We presented earlier versions of this project at workshops we organized at National University of Singapore and the annual meeting of the Law and Society Association, where we benefitted from the insights of Penelope Andrews, Amr Shalakany, and Kathryne Young. Massoud also presented earlier versions of Chapter 1 at All Souls College (University of Oxford), the American Bar Foundation, the University of British Columbia Faculty of Law, the UC Santa Barbara Legal Humanities Initiative, the UC Santa Cruz Center for Cultural Studies, and at the “Challenging Socio-Legal Methodology” workshop coorganized by the Cardiff University Centre of Law and Society and the University of Oxford Centre for Socio-Legal Studies. Massoud, with Sindiso Mnisi Weeks, organized a workshop, “Out of Place,” held at the University of Cape Town. Elements of the Preface and Chapter 1 draw on Massoud’s “The Price of Positionality” (Journal of Law and Society, 2022).
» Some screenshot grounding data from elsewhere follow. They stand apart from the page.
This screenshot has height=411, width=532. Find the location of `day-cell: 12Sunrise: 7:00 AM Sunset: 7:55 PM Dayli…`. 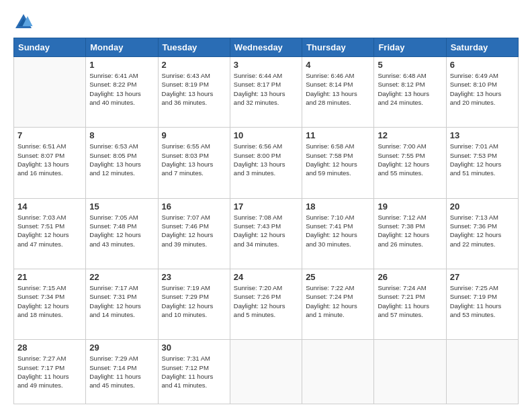

day-cell: 12Sunrise: 7:00 AM Sunset: 7:55 PM Dayli… is located at coordinates (410, 163).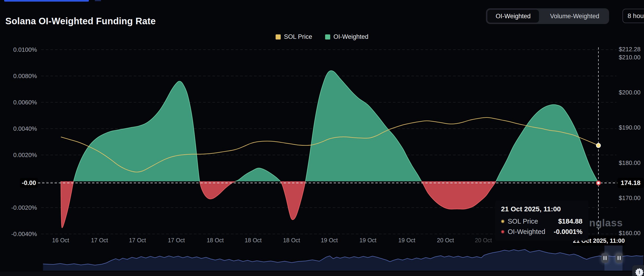 This screenshot has height=276, width=644. Describe the element at coordinates (18, 155) in the screenshot. I see `y-axis-label: 0.0020%` at that location.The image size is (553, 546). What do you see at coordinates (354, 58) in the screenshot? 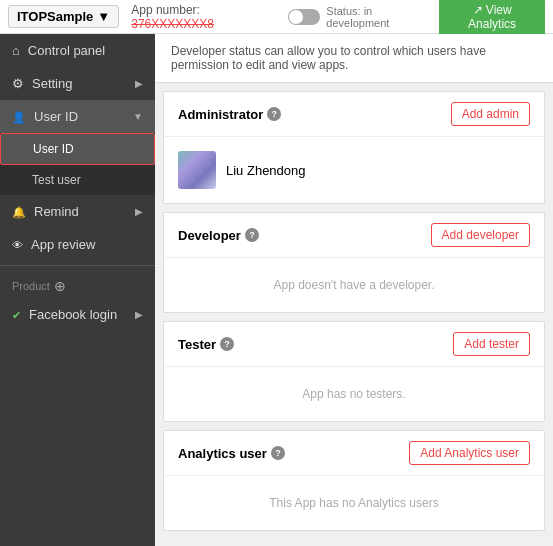
I see `info-bar: Developer status can allow you to contro…` at bounding box center [354, 58].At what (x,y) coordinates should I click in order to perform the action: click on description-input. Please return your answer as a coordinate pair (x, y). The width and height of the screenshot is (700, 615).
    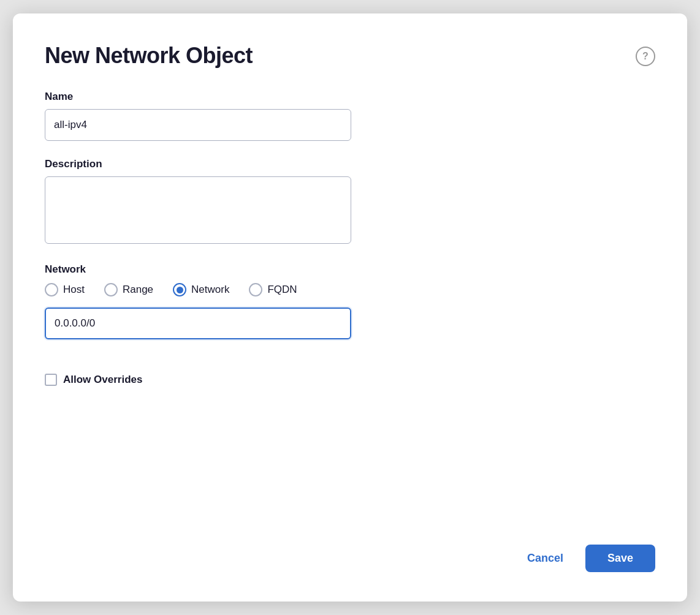
    Looking at the image, I should click on (198, 210).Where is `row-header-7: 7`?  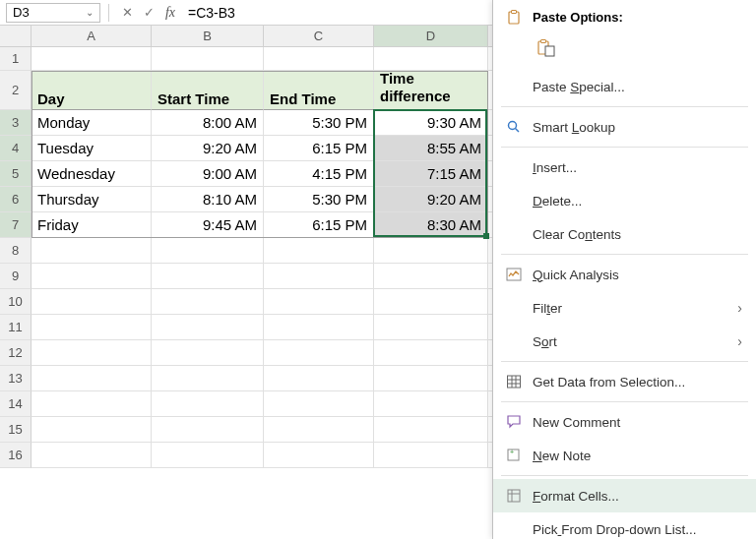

Funding for research, writing, and a contributors’ workshop came from the Singapore Ministry of Education Academic Research Fund Tier 1 [WBS: R-241-000-176-115]. We received supplementary funding from the JY Pillay Global Asia Programme at Yale–NUS College [WBS: E-607-02-0013-01]. Chua thanks Nur Ridhuan bin Abu Baker for assistance, and Wendy Wee and Kris Zhao at the Faculty of Law, National University of Singapore, for administrative support. Massoud thanks the UC Santa Cruz Institute for Social Transformation for research support and Hardeep Dhillon for research assistance. Leisy Abrego, Rachel Cahill O’Callaghan, Patrick Chuang, Vilashini Cooppan, Malcolm M. Feeley, Adam Millard-Ball, Linda Mulcahy, Tom Pyun, and the Out of Place contributors provided helpful feedback. Danielle McClellan and Ian Pickett copyedited the manuscript. We thank Matt Gallaway, our editor at Cambridge University Press, as well as Jens Meierhenrich and Rachel E. Stern of the Cambridge Studies in Law and Society. Our colleagues and students at UC Santa Cruz and National University of Singapore provided welcoming spaces for us to research, write, and teach. This book would not have been possible without the kindness of the colleagues, friends, and mentors who shared their experiences with us, including Keebet von Benda-Beckmann (1946–2022).
1 Though “law and society” and “socio-legal studies” have different emphases in different contexts, this book uses the terms interchangeably.